Washington, DC – Up to 16 Democrats can vote in favor of the Senate stable bill when he arrives at his last set of votes in the legislative body, said Arizona Ruben Gallego Senator on Thursday.
The law on the stablescoins of “Guiding and Italid Innovation for US Stablecoins of 2025” (Genius) was faced with winds on the contrary last month after Gallego led a group of democrats against the voting for the Clot, a procedural obstacle which would advance legislation, citing concerns concerning the protection of consumers and other provisions.
In less than a week and a half, however, Gallego and other Democrats who defected the vote overturned, and the Arizona legislator told Coindesk that he predicted that his colleagues would continue to get him out of the Senate.
“We worked in a very honest and serious way with our republican colleagues, [and] We think they did the same, “he said in an interview.” They have adopted many changes, most of the amendments we added. “”
“It is a significantly different bill,” he said.
He said he had managed his colleagues to block the first vote by the fence “because we did not think it was a good product” and the Democrats needed more time to solve the problems they had with the legislation
Gallego later declared at the “Charting The Course Summit: Crypto Clarity in America” of the Blockchain Association which he had spent “hours and hours” personally negotiating the language with other legislators, but the republican team pulled a “power game” to push a useless version to a vote on the Senate. “They tried to block us,” he said.
He therefore led his colleagues in a brief effort to slow down things and ask for changes, he said.
‘Good product’
“I really wanted to bring a good product to the ground,” said Gallego. And so far, his republican counterparts “have honored everything we have agreed.”
If this continues, the bill should go to a final vote next week which obtains great bipartite approval, said Gallego, who, according to him, could show even more support than previous procedural votes.
Even if the bill is successful, as it expects, it does not work without adopting legislation to set up regulations for the structure of broader cryptographic markets.
He added that he hoped that the legislation on the structure of the market would be worked in a bipartite manner, noting that if the bill on stables is likely to progress by the congress, “there is little time on the calendar” to browse other bills. The Senate will have to conclude budgetary legislation at a given time, in addition to the bill on the structure of the market which it ultimately introduces.
“The product of the room must be strong,” said Gallego, and this will lead what is happening in the Senate. “We don’t want to start from the first box.”
“Optimistic” deadline
Gallego suggested that an August period is optimistic and added that as long as it is made at the beginning of next year, before March, it may not be marred by the next year congress elections.
“We all become like animals during the electoral cycle,” he said about his colleagues from Capitol Hill.
The member of the French Hill Congress, who heads the Chamber’s Financial Services Committee, agreed with Gallego that the finishing of the two bills is vital.
“I don’t go back to [former Securities and Exchange Commission Chair] Gary Gensler, “said Hill.” But if we do not transmit the two invoices, we are potentially to this whim at any time “, to return to the interpretation of regulators operating without tailor -made laws.
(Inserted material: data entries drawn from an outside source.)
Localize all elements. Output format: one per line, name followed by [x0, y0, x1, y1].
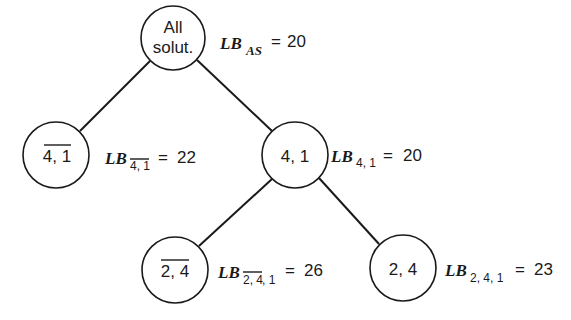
bound-equals: =: [158, 148, 168, 167]
bound-equals: =: [271, 32, 281, 51]
bound-prefix: LB: [330, 147, 353, 166]
bound-value: 23: [534, 260, 553, 279]
edge-4-1-to-not-2-4: [199, 179, 272, 246]
bound-subscript: 2, 4, 1: [470, 271, 504, 285]
bnb-tree-diagram: All solut. LB AS = 20 4, 1 LB 4, 1 = 22 …: [0, 0, 571, 320]
bound-subscript: 4, 1: [356, 156, 376, 170]
node-4-1-label: 4, 1: [281, 147, 309, 166]
bound-equals: =: [285, 261, 295, 280]
node-4-1: 4, 1: [262, 122, 328, 188]
node-root: All solut.: [141, 6, 205, 70]
bound-subscript-overlined: 4, 1: [130, 159, 150, 173]
edge-root-to-not-4-1: [80, 61, 150, 131]
edge-root-to-4-1: [197, 60, 272, 131]
node-root-label-line1: All: [164, 18, 183, 37]
bound-prefix: LB: [217, 263, 240, 282]
bound-label-4-1: LB 4, 1 = 20: [330, 146, 422, 170]
bound-value: 20: [287, 32, 306, 51]
node-not-2-4-label: 2, 4: [161, 262, 189, 281]
bound-subscript: AS: [245, 43, 262, 58]
bound-label-not-2-4: LB 2, 4 , 1 = 26: [217, 261, 323, 287]
bound-prefix: LB: [444, 261, 467, 280]
node-not-2-4: 2, 4: [142, 237, 208, 303]
bound-value: 22: [177, 148, 196, 167]
bound-label-not-4-1: LB 4, 1 = 22: [104, 148, 196, 173]
bound-prefix: LB: [219, 34, 242, 53]
bound-subscript-rest: , 1: [262, 273, 276, 287]
node-2-4-label: 2, 4: [389, 260, 417, 279]
node-not-4-1-label: 4, 1: [43, 147, 71, 166]
node-2-4: 2, 4: [370, 235, 436, 301]
node-root-label-line2: solut.: [153, 38, 194, 57]
bound-value: 26: [304, 261, 323, 280]
bound-subscript-overlined: 2, 4: [243, 273, 263, 287]
bound-prefix: LB: [104, 149, 127, 168]
bound-equals: =: [515, 260, 525, 279]
node-not-4-1: 4, 1: [23, 122, 89, 188]
bound-value: 20: [403, 146, 422, 165]
bound-label-2-4: LB 2, 4, 1 = 23: [444, 260, 553, 285]
bound-label-root: LB AS = 20: [219, 32, 306, 58]
edge-4-1-to-2-4: [319, 178, 379, 244]
bound-equals: =: [383, 146, 393, 165]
Without market structure legislation, traditional financing companies and the general public may not be also ready to immerse themselves in the digital asset sector, he said.
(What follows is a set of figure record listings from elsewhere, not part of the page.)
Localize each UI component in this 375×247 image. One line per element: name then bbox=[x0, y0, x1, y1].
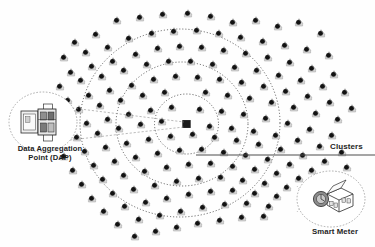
smart-meter-node bbox=[98, 73, 105, 80]
topology-svg bbox=[0, 0, 375, 247]
smart-meter-node bbox=[168, 104, 175, 111]
smart-meter-node bbox=[163, 164, 170, 171]
clusters-label: Clusters bbox=[330, 142, 374, 151]
smart-meter-node bbox=[83, 120, 90, 127]
smart-meter-node bbox=[265, 203, 272, 210]
smart-meter-node bbox=[173, 224, 180, 231]
smart-meter-node bbox=[125, 111, 132, 118]
smart-meter-node bbox=[246, 95, 253, 102]
smart-meter-node bbox=[316, 143, 323, 150]
diagram-canvas: Data Aggregation Point (DAP) Smart Meter… bbox=[0, 0, 375, 247]
smart-meter-node bbox=[67, 69, 74, 76]
smart-meter-node bbox=[196, 106, 203, 113]
smart-meter-node bbox=[255, 141, 262, 148]
smart-meter-node bbox=[286, 161, 293, 168]
smart-meter-node bbox=[229, 163, 236, 170]
smart-meter-node bbox=[252, 17, 259, 24]
smart-meter-node bbox=[237, 34, 244, 41]
smart-meter-node bbox=[198, 146, 205, 153]
smart-meter-node bbox=[229, 187, 236, 194]
smart-meter-node bbox=[274, 23, 281, 30]
smart-meter-node bbox=[111, 158, 118, 165]
smart-meter-node bbox=[172, 73, 179, 80]
smart-meter-node bbox=[154, 45, 161, 52]
smart-meter-node bbox=[277, 146, 284, 153]
smart-meter-node bbox=[253, 67, 260, 74]
smart-meter-node bbox=[135, 216, 142, 223]
smart-meter-node bbox=[163, 195, 170, 202]
smart-meter-node bbox=[264, 156, 271, 163]
smart-meter-node bbox=[161, 89, 168, 96]
smart-meter-node bbox=[221, 201, 228, 208]
smart-meter-node bbox=[73, 134, 80, 141]
smart-meter-node bbox=[207, 188, 214, 195]
smart-meter-node bbox=[187, 58, 194, 65]
smart-meter-node bbox=[121, 203, 128, 210]
smart-meter-node bbox=[114, 221, 121, 228]
smart-meter-node bbox=[92, 31, 99, 38]
smart-meter-node bbox=[326, 99, 333, 106]
smart-meter-node bbox=[185, 191, 192, 198]
smart-meter-node bbox=[238, 214, 245, 221]
smart-meter-node bbox=[96, 102, 103, 109]
smart-meter-node bbox=[99, 176, 106, 183]
smart-meter-node bbox=[136, 14, 143, 21]
smart-meter-node bbox=[151, 182, 158, 189]
smart-meter-callout-group bbox=[297, 171, 365, 227]
smart-meter-node bbox=[240, 111, 247, 118]
smart-meter-node bbox=[304, 93, 311, 100]
smart-meter-node bbox=[308, 167, 315, 174]
smart-meter-node bbox=[231, 64, 238, 71]
smart-meter-node bbox=[273, 170, 280, 177]
smart-meter-node bbox=[317, 30, 324, 37]
smart-meter-node bbox=[238, 79, 245, 86]
smart-meter-node bbox=[60, 54, 67, 61]
smart-meter-node bbox=[132, 154, 139, 161]
smart-meter-node bbox=[275, 72, 282, 79]
smart-meter-node bbox=[306, 126, 313, 133]
smart-meter-node bbox=[189, 131, 196, 138]
smart-meter-node bbox=[120, 172, 127, 179]
dap-label-line2: Point (DAP) bbox=[28, 153, 71, 162]
smart-meter-node bbox=[334, 116, 341, 123]
smart-meter-node bbox=[148, 30, 155, 37]
smart-meter-node bbox=[202, 89, 209, 96]
smart-meter-node bbox=[125, 35, 132, 42]
smart-meter-node bbox=[216, 217, 223, 224]
smart-meter-node bbox=[295, 175, 302, 182]
smart-meter-node bbox=[207, 160, 214, 167]
smart-meter-node bbox=[283, 184, 290, 191]
smart-meter-node bbox=[209, 61, 216, 68]
smart-meter-node bbox=[117, 97, 124, 104]
smart-meter-node bbox=[143, 61, 150, 68]
smart-meter-node bbox=[217, 174, 224, 181]
smart-meter-node bbox=[71, 39, 78, 46]
smart-meter-node bbox=[167, 133, 174, 140]
smart-meter-node bbox=[295, 19, 302, 26]
smart-meter-node bbox=[176, 43, 183, 50]
smart-meter-node bbox=[109, 190, 116, 197]
smart-meter-node bbox=[176, 147, 183, 154]
smart-meter-node bbox=[282, 88, 289, 95]
smart-meter-node bbox=[131, 233, 138, 240]
smart-meter-node bbox=[264, 54, 271, 61]
smart-meter-node bbox=[132, 51, 139, 58]
smart-meter-node bbox=[147, 107, 154, 114]
smart-meter-node bbox=[294, 137, 301, 144]
smart-meter-node bbox=[251, 166, 258, 173]
smart-meter-node bbox=[251, 190, 258, 197]
smart-meter-node bbox=[123, 140, 130, 147]
smart-meter-node bbox=[152, 228, 159, 235]
smart-meter-node bbox=[185, 161, 192, 168]
smart-meter-node bbox=[233, 137, 240, 144]
smart-meter-node bbox=[268, 99, 275, 106]
smart-meter-node bbox=[128, 82, 135, 89]
smart-meter-node bbox=[218, 108, 225, 115]
smart-meter-node bbox=[100, 208, 107, 215]
smart-meter-node bbox=[173, 178, 180, 185]
smart-meter-node bbox=[109, 58, 116, 65]
smart-meter-node bbox=[139, 92, 146, 99]
smart-meter-node bbox=[198, 44, 205, 51]
smart-meter-node bbox=[286, 59, 293, 66]
smart-meter-node bbox=[260, 213, 267, 220]
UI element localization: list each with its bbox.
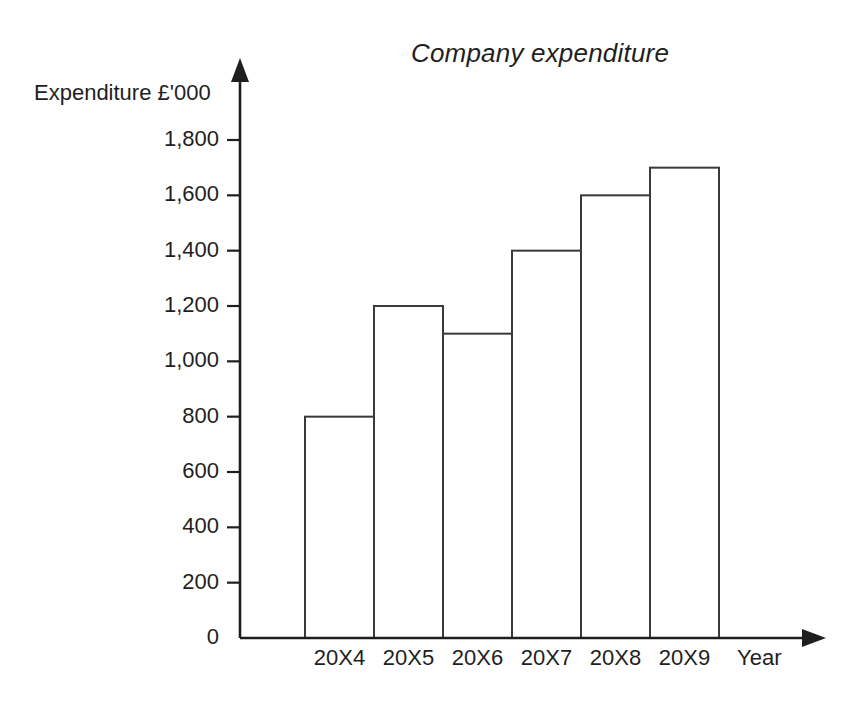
y-tick-label: 1,200	[127, 292, 219, 318]
bar-20X4	[305, 417, 374, 638]
bar-20X5	[374, 306, 443, 638]
y-axis-arrow-icon	[231, 58, 249, 82]
x-tick-label-20X9: 20X9	[640, 645, 730, 671]
y-tick-label: 1,800	[127, 126, 219, 152]
y-tick-label: 1,600	[127, 181, 219, 207]
y-tick-label: 800	[127, 403, 219, 429]
y-tick-label: 1,400	[127, 237, 219, 263]
y-tick-label: 600	[127, 458, 219, 484]
bar-20X6	[443, 334, 512, 638]
bar-20X8	[581, 195, 650, 638]
y-tick-label: 0	[127, 624, 219, 650]
y-tick-marks	[227, 140, 240, 583]
y-tick-label: 200	[127, 569, 219, 595]
bars-group	[305, 168, 719, 638]
x-axis-arrow-icon	[802, 629, 826, 647]
y-tick-label: 400	[127, 513, 219, 539]
y-tick-label: 1,000	[127, 347, 219, 373]
bar-20X7	[512, 251, 581, 638]
chart-figure: Company expenditure Expenditure £'000 Ye…	[0, 0, 859, 712]
bar-20X9	[650, 168, 719, 638]
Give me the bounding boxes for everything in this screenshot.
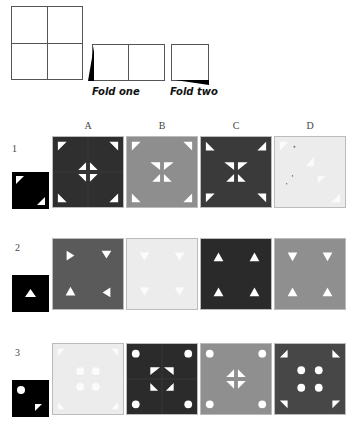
column-header-c: C — [200, 120, 272, 131]
answer-option-3d[interactable] — [274, 343, 346, 415]
column-header-d: D — [274, 120, 346, 131]
row-number-1: 1 — [12, 143, 17, 154]
answer-option-1a[interactable] — [52, 136, 124, 208]
fold-two-paper — [171, 44, 209, 81]
answer-option-1c[interactable] — [200, 136, 272, 208]
answer-option-1d[interactable] — [274, 136, 346, 208]
folded-pattern-2 — [12, 275, 49, 312]
fold-two-flap-icon — [175, 80, 209, 85]
folded-pattern-1 — [12, 172, 49, 209]
answer-option-3c[interactable] — [200, 343, 272, 415]
column-header-b: B — [126, 120, 198, 131]
column-header-a: A — [52, 120, 124, 131]
answer-option-1b[interactable] — [126, 136, 198, 208]
answer-option-2d[interactable] — [274, 238, 346, 310]
answer-option-2a[interactable] — [52, 238, 124, 310]
answer-option-2b[interactable] — [126, 238, 198, 310]
answer-option-2c[interactable] — [200, 238, 272, 310]
row-number-3: 3 — [15, 347, 20, 358]
answer-option-3a[interactable] — [52, 343, 124, 415]
folded-pattern-3 — [12, 380, 49, 417]
fold-two-label: Fold two — [170, 86, 218, 97]
fold-one-flap-icon — [88, 46, 94, 81]
answer-option-3b[interactable] — [126, 343, 198, 415]
unfolded-paper — [11, 6, 83, 80]
row-number-2: 2 — [15, 242, 20, 253]
fold-one-paper — [92, 44, 165, 81]
fold-one-label: Fold one — [92, 86, 140, 97]
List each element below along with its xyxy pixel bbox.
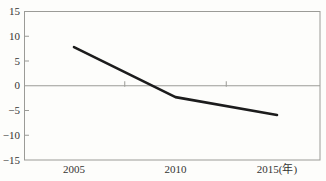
y-axis-label-10: 10 (9, 30, 21, 42)
y-axis-label--15: −15 (3, 154, 21, 166)
y-axis-label-0: 0 (15, 79, 21, 91)
y-axis-label--5: −5 (8, 104, 20, 116)
y-axis-label-5: 5 (15, 55, 21, 67)
y-axis-label-15: 15 (9, 5, 21, 17)
x-axis-label-2005: 2005 (63, 163, 86, 175)
x-axis-label-2015: 2015(年) (257, 162, 298, 176)
line-chart: 151050−5−10−15200520102015(年) (0, 0, 326, 181)
data-line-series (74, 47, 277, 115)
chart-canvas: 151050−5−10−15200520102015(年) (0, 0, 326, 181)
y-axis-label--10: −10 (3, 129, 21, 141)
x-axis-label-2010: 2010 (165, 163, 188, 175)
“The people of traditional finance will not associate themselves, will not be in police custody, will not be as a broker, will not be as a concessionaire, will not hire to create a ramp or a ramp off. It will not be interoperable.
Hill said that the legislators of the parties and the chambers still have a chance to move the bills by August, “if we cooperate with each other.”
The Congress will try to move the two bills to the office of President Donald Trump by August, said the representative of Wisconsin, Bryan Steil. Dusty Johnson, which represents the southern Dakota, said that there could be differences in opinion between the Chamber and the Senate on at least the legislation on the structure of the market.
“We can take a genius, but I don’t think they would necessarily take our closing of clarity, storage and barrel,” said Johnson during the event.
The bills of the Chamber and the Senate must be identical before the president can sign them. Either one of the legislative bodies should register on the work of the other organization, or the two bodies should negotiate differences.

‘A loud and strong voice’
The Chamber’s Financial Services Committee will keep an increase on the market structure bill next Tuesday.
“We have a lot of work we have to do,” said Gallego, noting that stretching the process until the start of next year is still working.
“If we go too fast with a shitty product, then we will have a shit vote,” he said.
The cryptographic industry must also be more unified in the way it is approaching the legislators, said Summer Mersinger, CEO of the Blockchain Association, in its first public appearance in the role since which left the Futures Futures Trading Commission.

“We have to speak in a loud and strong voice in Washington,” she said. “Speaking with a single voice does not mean that we must all think in the same way or we have to agree on each problem.”
However, the various groups and companies that pressure Washington should find common ground, she said.